Good article! Long felt that sales awards based on production (i.e. dollar amount or number of sales) is demeaning to the industry. The only person/people they serve is
the ego driven agent and the money driven brokerage. I get that survival of both the
agent and the broker/company is based on earning money from the generation of sales. However, giving awards is clearly a form of bragging publicly of how much one makes
and how successful one/company is. It’s part of what the industries image problem is. Next time you look for a surgeon to fix something, consider asking the doctor how much money he/she makes as opposed to how good their work is. Very early in my 31 year career I won a monthly sales award based on volume after which I realized that this was not the reason I became an agent. It was simply to do an honest and good job. The income looked after itself. There many excellent realtors who serve the public and the industry well. Awards for service and credibility are warranted – not for the volume of “how much did I make this year”
Is it sales or can it be a profession? When I hear that of approx- 70,000 agents, IE: TREB, 30,000 of them, m/l sold nothing last year. 1-5 sales per year -the next 30,000 agents m/l, and the rest of the market sold by the remaining 10,000?
Can it ever be a profession? The brokers (I was one) hire as many agents as they can hoping to increase profit and also hoping to find the next top achievers.
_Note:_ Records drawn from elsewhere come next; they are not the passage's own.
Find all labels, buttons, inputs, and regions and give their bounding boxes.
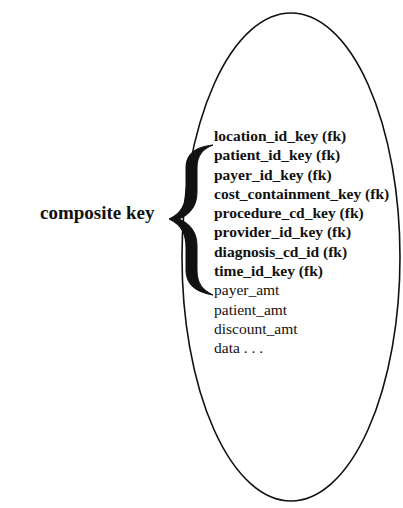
composite-key-label: composite key xyxy=(40,202,155,224)
key-field: patient_id_key (fk) xyxy=(214,145,389,164)
key-field: cost_containment_key (fk) xyxy=(214,184,389,203)
key-field: location_id_key (fk) xyxy=(214,126,389,145)
key-field: diagnosis_cd_id (fk) xyxy=(214,242,389,261)
curly-brace-icon xyxy=(169,145,213,295)
attribute-field: patient_amt xyxy=(214,300,389,319)
key-field: payer_id_key (fk) xyxy=(214,165,389,184)
key-field: time_id_key (fk) xyxy=(214,261,389,280)
key-field: provider_id_key (fk) xyxy=(214,222,389,241)
attribute-field: payer_amt xyxy=(214,280,389,299)
entity-field-list: location_id_key (fk) patient_id_key (fk)… xyxy=(214,126,389,358)
attribute-field: discount_amt xyxy=(214,319,389,338)
key-field: procedure_cd_key (fk) xyxy=(214,203,389,222)
attribute-field: data . . . xyxy=(214,338,389,357)
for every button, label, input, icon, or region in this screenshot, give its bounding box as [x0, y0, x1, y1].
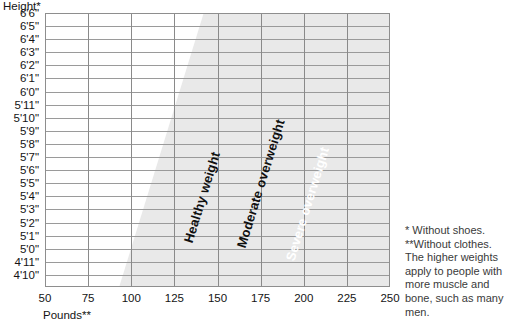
gridline-vertical-4: [218, 13, 219, 287]
footnote-line-5: more muscle and: [405, 278, 505, 292]
footnote-line-2: **Without clothes.: [405, 238, 505, 252]
x-axis-tick-250: 250: [380, 291, 399, 305]
y-axis-tick-13: 5'5": [20, 177, 39, 190]
gridline-vertical-3: [174, 13, 175, 287]
footnote-line-7: men.: [405, 306, 505, 320]
y-axis-tick-6: 6'0": [20, 86, 39, 99]
y-axis-tick-18: 5'0": [20, 243, 39, 256]
y-axis-tick-8: 5'10": [14, 112, 39, 125]
footnote-line-3: The higher weights: [405, 251, 505, 265]
footnote-line-4: apply to people with: [405, 265, 505, 279]
x-axis-tick-175: 175: [251, 291, 270, 305]
x-axis-tick-50: 50: [39, 291, 52, 305]
y-axis-tick-5: 6'1": [20, 72, 39, 85]
y-axis-tick-1: 6'5": [20, 20, 39, 33]
y-axis-tick-17: 5'1": [20, 230, 39, 243]
gridline-vertical-2: [131, 13, 132, 287]
x-axis-tick-125: 125: [165, 291, 184, 305]
gridline-vertical-6: [304, 13, 305, 287]
gridline-vertical-7: [347, 13, 348, 287]
y-axis-tick-20: 4'10": [14, 269, 39, 282]
footnotes-block: * Without shoes. **Without clothes. The …: [405, 224, 505, 319]
y-axis-tick-10: 5'8": [20, 138, 39, 151]
y-axis-tick-15: 5'3": [20, 203, 39, 216]
y-axis-tick-19: 4'11": [14, 256, 39, 269]
footnote-line-1: * Without shoes.: [405, 224, 505, 238]
y-axis-tick-0: 6'6": [20, 7, 39, 20]
x-axis-tick-225: 225: [337, 291, 356, 305]
gridline-vertical-1: [88, 13, 89, 287]
x-axis-tick-200: 200: [294, 291, 313, 305]
x-axis-title: Pounds**: [43, 309, 91, 322]
footnote-line-6: bone, such as many: [405, 292, 505, 306]
y-axis-tick-16: 5'2": [20, 217, 39, 230]
y-axis-tick-2: 6'4": [20, 33, 39, 46]
y-axis-tick-11: 5'7": [20, 151, 39, 164]
y-axis-tick-labels: 6'6"6'5"6'4"6'3"6'2"6'1"6'0"5'11"5'10"5'…: [0, 13, 42, 287]
x-axis-tick-100: 100: [122, 291, 141, 305]
x-axis-tick-75: 75: [82, 291, 95, 305]
y-axis-tick-14: 5'4": [20, 190, 39, 203]
y-axis-tick-9: 5'9": [20, 125, 39, 138]
band-healthy-weight: [119, 13, 390, 287]
x-axis-tick-150: 150: [208, 291, 227, 305]
gridline-vertical-5: [261, 13, 262, 287]
x-axis-tick-labels: 5075100125150175200225250: [0, 291, 440, 307]
bmi-chart-plot-area: Healthy weight Moderate overweight Sever…: [45, 13, 390, 287]
y-axis-tick-3: 6'3": [20, 46, 39, 59]
y-axis-tick-4: 6'2": [20, 59, 39, 72]
y-axis-tick-12: 5'6": [20, 164, 39, 177]
y-axis-tick-7: 5'11": [14, 99, 39, 112]
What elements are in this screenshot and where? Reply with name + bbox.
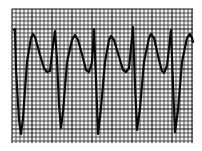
ecg-strip xyxy=(0,0,202,151)
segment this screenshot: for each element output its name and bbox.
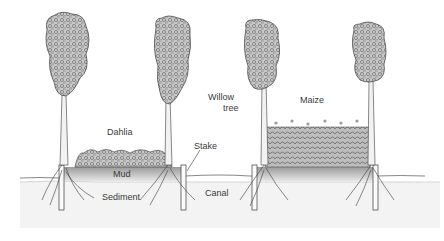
dahlia-bed	[75, 150, 172, 168]
label-willow-tree-line1: Willow	[208, 92, 234, 103]
label-willow-tree-line2: tree	[223, 103, 239, 114]
chinampa-illustration	[0, 0, 444, 241]
label-stake: Stake	[194, 141, 217, 152]
label-dahlia: Dahlia	[107, 127, 133, 138]
stake-leader-line	[187, 150, 200, 171]
maize-field	[265, 119, 370, 167]
chinampa-diagram: Dahlia Mud Sediment Stake Canal Willow t…	[0, 0, 444, 241]
label-maize: Maize	[300, 95, 324, 106]
label-mud: Mud	[113, 169, 131, 180]
label-canal: Canal	[205, 188, 229, 199]
mud-layer	[62, 167, 377, 181]
label-sediment: Sediment	[102, 192, 140, 203]
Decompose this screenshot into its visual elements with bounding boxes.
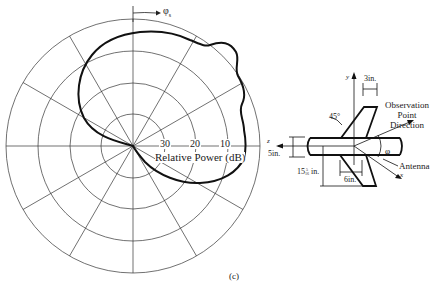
polar-grid	[0, 0, 433, 289]
ring-label-30: 30	[159, 139, 171, 149]
angle-45: 45°	[329, 113, 340, 121]
phi-s-label: φs	[163, 6, 171, 18]
obs-line-3: Direction	[382, 120, 432, 130]
ring-label-10: 10	[219, 139, 231, 149]
dim-3in: 3in.	[364, 75, 376, 83]
dim-5in: 5in.	[268, 150, 280, 158]
dim-whole: 15	[297, 167, 305, 176]
figure-caption: (c)	[229, 272, 239, 281]
dim-unit: in.	[311, 167, 319, 176]
y-axis-label: y	[346, 74, 349, 81]
z-axis-label: z	[267, 138, 270, 145]
dim-6in: 6in.	[344, 176, 356, 184]
obs-line-2: Point	[382, 110, 432, 120]
phi-subscript: s	[169, 12, 171, 18]
phi-label: φ	[385, 147, 390, 156]
observation-label: Observation Point Direction	[382, 100, 432, 130]
antenna-label: Antenna	[399, 162, 430, 171]
x-axis-label: x	[400, 172, 403, 179]
radial-axis-title: Relative Power (dB)	[155, 152, 245, 163]
ring-label-20: 20	[189, 139, 201, 149]
figure-canvas: φs 30 20 10 Relative Power (dB) y 3in. 4…	[0, 0, 433, 289]
obs-line-1: Observation	[382, 100, 432, 110]
dim-den: 16	[305, 171, 309, 176]
dim-15-5-16: 15516 in.	[297, 168, 319, 176]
One of the very few industries that still promote sales rather than minimum standards even if you sell nothing, you are still a Realtor. Try to raise monthly and yearly dues by 100% and see how many complain. The ones who don’t sell much. If TREB get $200 a month from 70,000 agents – that is $14,000,000 per month or $168,000,000 a year. Follow the money?
CREA? $$$
Provincial boards? $$$
Do we make it a sales business or a profession?
Great Article
I have never worked for a company that offers rewards and personally feel that these “awards” are so misleading to the public. When I see a REALTOR who gets a President’s Club Award and I know they have done minimal deals, it’s a joke. Testimonials are far more important!
Very happy to see this topic being discussed. Very good points made –
I was boarding an Air Canada jet for a trip to Vancouver but in the interest of safety, I changed my mind and exited the plane. While boarding I peaked into the cockpit and did not see any trophies or plaques. Clearly not very skilled pilots.
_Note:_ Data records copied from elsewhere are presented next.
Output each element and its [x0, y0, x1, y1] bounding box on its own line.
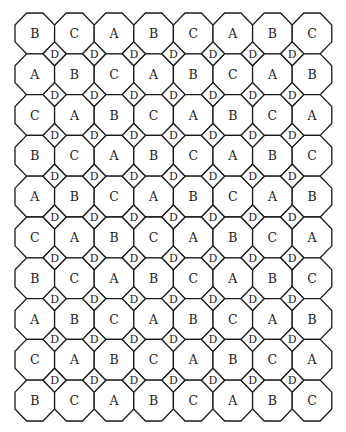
octagon-label: C — [188, 393, 198, 408]
square-label: D — [129, 333, 138, 346]
square-label: D — [129, 89, 138, 102]
octagon-label: B — [30, 26, 39, 41]
octagon-label: A — [69, 352, 80, 367]
octagon-label: C — [30, 108, 40, 123]
square-label: D — [209, 129, 218, 142]
square-label: D — [169, 89, 178, 102]
octagon-label: A — [306, 108, 317, 123]
octagon-label: A — [108, 271, 119, 286]
square-label: D — [50, 252, 59, 265]
square-label: D — [129, 374, 138, 387]
square-label: D — [248, 48, 257, 61]
square-label: D — [90, 293, 99, 306]
octagon-label: C — [228, 67, 238, 82]
octagon-label: C — [149, 230, 159, 245]
square-label: D — [50, 374, 59, 387]
octagon-label: C — [70, 26, 80, 41]
square-label: D — [288, 252, 297, 265]
octagon-label: B — [307, 312, 316, 327]
octagon-label: B — [149, 393, 158, 408]
octagon-label: B — [189, 312, 198, 327]
square-label: D — [90, 374, 99, 387]
square-label: D — [50, 129, 59, 142]
square-label: D — [129, 48, 138, 61]
octagon-label: A — [267, 312, 278, 327]
octagon-label: A — [306, 230, 317, 245]
square-label: D — [90, 252, 99, 265]
octagon-label: A — [227, 148, 238, 163]
octagon-label: C — [149, 352, 159, 367]
square-label: D — [248, 170, 257, 183]
square-label: D — [248, 211, 257, 224]
square-label: D — [129, 252, 138, 265]
octagon-label: A — [108, 148, 119, 163]
octagon-label: A — [188, 352, 199, 367]
octagon-label: B — [228, 352, 237, 367]
square-label: D — [288, 333, 297, 346]
square-label: D — [169, 374, 178, 387]
octagon-label: C — [109, 189, 119, 204]
square-label: D — [209, 89, 218, 102]
octagon-label: A — [69, 230, 80, 245]
square-label: D — [248, 89, 257, 102]
square-label: D — [209, 293, 218, 306]
square-label: D — [248, 333, 257, 346]
octagon-label: C — [228, 312, 238, 327]
octagon-label: B — [149, 148, 158, 163]
square-label: D — [288, 293, 297, 306]
square-label: D — [50, 211, 59, 224]
square-label: D — [50, 293, 59, 306]
octagon-label: A — [188, 108, 199, 123]
square-label: D — [129, 293, 138, 306]
octagon-label: B — [268, 26, 277, 41]
octagon-label: C — [307, 271, 317, 286]
square-label: D — [169, 333, 178, 346]
octagon-label: B — [70, 67, 79, 82]
square-label: D — [288, 89, 297, 102]
octagon-label: C — [30, 352, 40, 367]
octagon-label: B — [70, 312, 79, 327]
square-label: D — [129, 129, 138, 142]
square-label: D — [288, 170, 297, 183]
octagon-label: A — [29, 189, 40, 204]
octagon-label: C — [307, 148, 317, 163]
octagon-label: C — [109, 67, 119, 82]
square-label: D — [288, 211, 297, 224]
octagon-label: C — [307, 393, 317, 408]
square-label: D — [90, 333, 99, 346]
square-label: D — [169, 129, 178, 142]
square-label: D — [288, 48, 297, 61]
octagon-label: B — [268, 148, 277, 163]
octagon-label: A — [148, 67, 159, 82]
square-label: D — [90, 170, 99, 183]
square-label: D — [90, 129, 99, 142]
square-label: D — [129, 170, 138, 183]
octagon-label: A — [267, 189, 278, 204]
square-label: D — [169, 170, 178, 183]
octagon-label: C — [228, 189, 238, 204]
square-label: D — [169, 48, 178, 61]
octagon-label: B — [228, 230, 237, 245]
square-label: D — [209, 333, 218, 346]
square-label: D — [248, 129, 257, 142]
octagon-label: B — [268, 271, 277, 286]
octagon-label: B — [109, 352, 118, 367]
octagon-label: A — [108, 26, 119, 41]
octagon-label: C — [188, 271, 198, 286]
octagon-label: B — [30, 148, 39, 163]
square-label: D — [90, 89, 99, 102]
square-label: D — [209, 374, 218, 387]
octagon-label: B — [307, 189, 316, 204]
square-label: D — [90, 211, 99, 224]
octagon-label: B — [109, 108, 118, 123]
square-label: D — [248, 293, 257, 306]
square-label: D — [209, 252, 218, 265]
octagon-label: A — [29, 67, 40, 82]
octagon-label: C — [70, 271, 80, 286]
octagon-label: C — [70, 393, 80, 408]
octagon-label: B — [70, 189, 79, 204]
square-layer: DDDDDDDDDDDDDDDDDDDDDDDDDDDDDDDDDDDDDDDD… — [43, 42, 304, 392]
square-label: D — [90, 48, 99, 61]
octagon-label: C — [268, 230, 278, 245]
octagon-label: A — [267, 67, 278, 82]
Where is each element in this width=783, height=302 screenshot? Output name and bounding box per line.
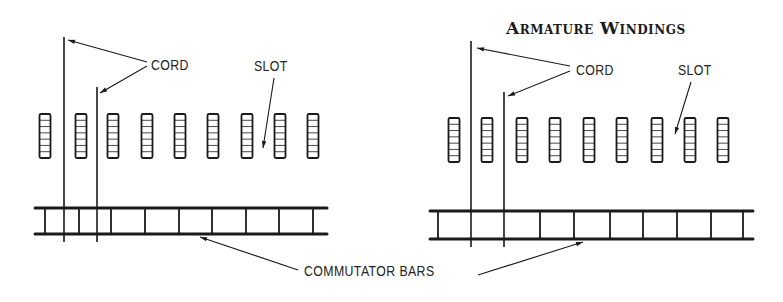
leader-slot-left xyxy=(263,78,274,148)
slot xyxy=(449,118,460,162)
armature-windings-diagram: Armature Windings CORD SLOT CORD SLOT CO… xyxy=(0,0,783,302)
slot-label-left: SLOT xyxy=(254,57,288,74)
cord-label-right: CORD xyxy=(576,61,614,78)
leader-commutator-right xyxy=(478,242,583,275)
slot xyxy=(242,114,253,158)
slot xyxy=(40,114,51,158)
slot xyxy=(76,114,87,158)
leader-commutator-left xyxy=(200,237,298,270)
arrowhead xyxy=(200,237,207,241)
arrowhead xyxy=(262,141,266,148)
arrowhead xyxy=(675,127,679,134)
slot xyxy=(142,114,153,158)
slot xyxy=(175,114,186,158)
slot xyxy=(308,114,319,158)
slot xyxy=(617,118,628,162)
slot xyxy=(718,118,729,162)
leader-cord-right-lower xyxy=(508,71,570,96)
slot xyxy=(482,118,493,162)
leader-slot-right xyxy=(675,82,691,134)
leader-cord-left-lower xyxy=(100,66,147,93)
slot-label-right: SLOT xyxy=(678,61,712,78)
arrowhead xyxy=(508,91,515,96)
diagram-drawing xyxy=(0,0,783,302)
slot xyxy=(550,118,561,162)
slot xyxy=(652,118,663,162)
leader-cord-left-upper xyxy=(68,40,147,62)
slot xyxy=(517,118,528,162)
slot xyxy=(208,114,219,158)
slot xyxy=(584,118,595,162)
arrowhead xyxy=(68,40,75,44)
leader-cord-right-upper xyxy=(477,48,570,66)
slot xyxy=(108,114,119,158)
commutator-bars-label: COMMUTATOR BARS xyxy=(304,262,435,279)
slot xyxy=(685,118,696,162)
arrowhead xyxy=(100,88,107,93)
slot xyxy=(275,114,286,158)
arrowhead xyxy=(576,242,583,246)
diagram-title: Armature Windings xyxy=(506,18,686,38)
cord-label-left: CORD xyxy=(151,56,189,73)
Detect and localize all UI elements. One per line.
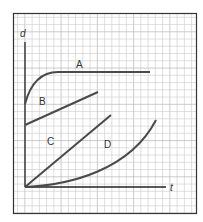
label-c: C — [47, 136, 54, 147]
label-d: D — [104, 139, 111, 150]
y-axis-label: d — [20, 28, 26, 39]
graph-figure: d t A B C D — [0, 0, 203, 222]
label-a: A — [76, 59, 83, 70]
label-b: B — [39, 96, 46, 107]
A couple of more comments on this very important subject… as far as agency income… it has been my experience that these “top producers” will seek out an agency that will give them the highest retention of their commission… they don’t contribute to the well being of the Broker or anyone else… it is all me!
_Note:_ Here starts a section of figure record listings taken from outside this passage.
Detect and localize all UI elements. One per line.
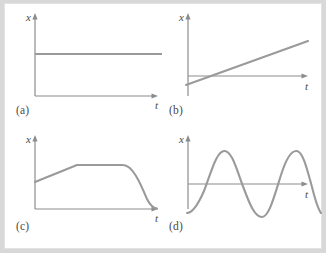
plot-svg-b: x t bbox=[164, 4, 323, 127]
x-axis-arrow-icon bbox=[152, 93, 159, 98]
x-axis-label-c: t bbox=[155, 212, 159, 224]
figure-panel: x t (a) x t (b) bbox=[4, 3, 322, 249]
axes-b bbox=[185, 13, 308, 96]
panel-caption-b: (b) bbox=[169, 104, 183, 116]
panel-caption-a: (a) bbox=[16, 104, 29, 116]
x-axis-label-d: t bbox=[305, 188, 309, 200]
plot-panel-c: x t (c) bbox=[5, 127, 164, 250]
y-axis-arrow-icon bbox=[32, 135, 37, 142]
y-axis-arrow-icon bbox=[32, 13, 37, 20]
y-axis-arrow-icon bbox=[185, 13, 190, 20]
y-axis-label-d: x bbox=[178, 133, 184, 145]
plot-panel-d: x t (d) bbox=[164, 127, 323, 250]
panel-caption-c: (c) bbox=[16, 220, 29, 232]
x-axis-label-a: t bbox=[155, 99, 159, 111]
y-axis-label-a: x bbox=[25, 11, 31, 23]
y-axis-label-c: x bbox=[25, 133, 31, 145]
axes-c bbox=[32, 135, 158, 212]
y-axis-label-b: x bbox=[178, 11, 184, 23]
y-axis-arrow-icon bbox=[185, 135, 190, 142]
curve-linear-increase bbox=[186, 41, 308, 85]
plot-panel-b: x t (b) bbox=[164, 4, 323, 127]
curve-rise-plateau-decay bbox=[35, 165, 157, 209]
plot-panel-a: x t (a) bbox=[5, 4, 164, 127]
axes-a bbox=[32, 13, 158, 99]
x-axis-arrow-icon bbox=[302, 73, 309, 78]
panel-caption-d: (d) bbox=[169, 220, 183, 232]
x-axis-label-b: t bbox=[305, 80, 309, 92]
plot-svg-d: x t bbox=[164, 127, 323, 250]
x-axis-arrow-icon bbox=[302, 181, 309, 186]
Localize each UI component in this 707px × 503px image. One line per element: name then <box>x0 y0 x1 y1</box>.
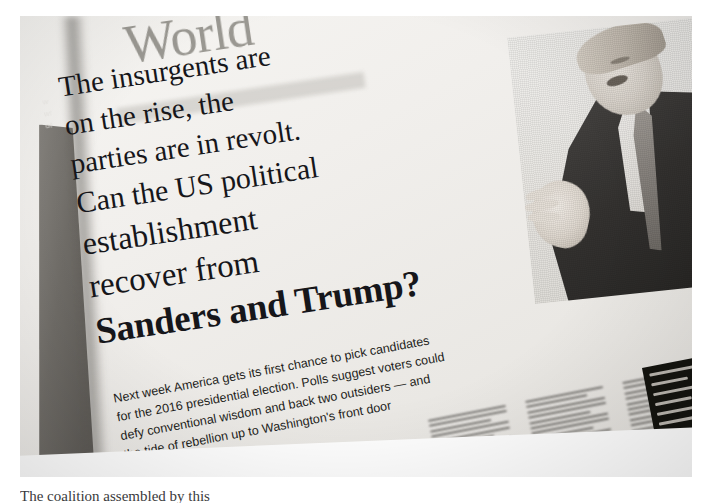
under-sheet-fragment-1: w <box>42 96 51 109</box>
under-sheet-fragment-2: wi <box>43 108 52 121</box>
newspaper-photograph: w wi of World The insurgents are <box>20 16 692 477</box>
under-sheet-fragment-3: of <box>45 119 54 132</box>
cut-off-caption: The coalition assembled by this <box>20 489 440 503</box>
screenshot-canvas: w wi of World The insurgents are <box>0 0 707 503</box>
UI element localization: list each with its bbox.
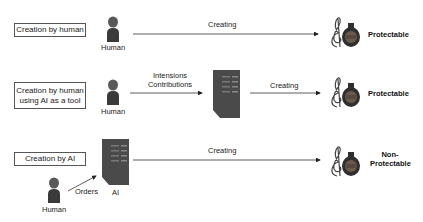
music-work-icon (327, 144, 363, 178)
creating-label: Creating (270, 81, 298, 90)
category-label: Creation by human (16, 25, 84, 35)
result-protectable: Protectable (368, 30, 409, 39)
result-line2: Protectable (370, 159, 410, 168)
category-label-line2: using AI as a tool (20, 96, 81, 106)
human-label: Human (42, 205, 66, 214)
category-label: Creation by AI (25, 154, 75, 164)
human-icon (47, 177, 61, 203)
intentions-text: Intensions (140, 71, 200, 80)
contributions-text: Contributions (140, 80, 200, 89)
category-box-creation-by-human-using-ai: Creation by human using AI as a tool (14, 82, 86, 109)
category-label-line1: Creation by human (16, 86, 84, 96)
ai-server-icon (99, 139, 131, 185)
creating-label: Creating (208, 20, 236, 29)
creating-label: Creating (208, 146, 236, 155)
music-work-icon (327, 75, 363, 109)
result-non-protectable: Non- Protectable (370, 150, 410, 168)
result-line1: Non- (370, 150, 410, 159)
result-protectable: Protectable (368, 89, 409, 98)
human-icon (106, 79, 120, 105)
human-label: Human (101, 43, 125, 52)
intentions-contributions-label: Intensions Contributions (140, 71, 200, 89)
ai-label: AI (112, 188, 119, 197)
human-icon (106, 16, 120, 42)
music-work-icon (327, 15, 363, 49)
category-box-creation-by-human: Creation by human (14, 23, 86, 37)
orders-label: Orders (75, 187, 98, 196)
category-box-creation-by-ai: Creation by AI (14, 152, 86, 166)
human-label: Human (101, 107, 125, 116)
ai-server-icon (210, 70, 242, 118)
Another thing that bothers the heck out of me is the constant referral of Real Estate agents as “professionals”… they are NOT PROFESSIONALS. Period. Professionals (i.e. doctors, lawyers, football players, etc.) get PAID REGARDLESS OF OUTCOME!… if the patient dies… the doctor gets paid!… if the criminal goes to prison… the lawyer gets paid!… if the football players fumbles the ball and the team loses… the player gets paid. You don’t sell or list a property that sells… you as a Real Estate agent DO NOT GET PAID. Period.
Francis. Many lawyers also work on retainer. I do like your comments on Free Mason Awards though.
My former brokerage would run full page ads in newspapers with all the award winners and one year I simply declined to participate as it was such a tough year economically for everyone and it just felt wrong to me that we would be advertising our so called success. I say advertise within the brokerage if you feel that it motivates agents within the brokerage but this public bragging has really gotten out of hand and does our industry such a disservice.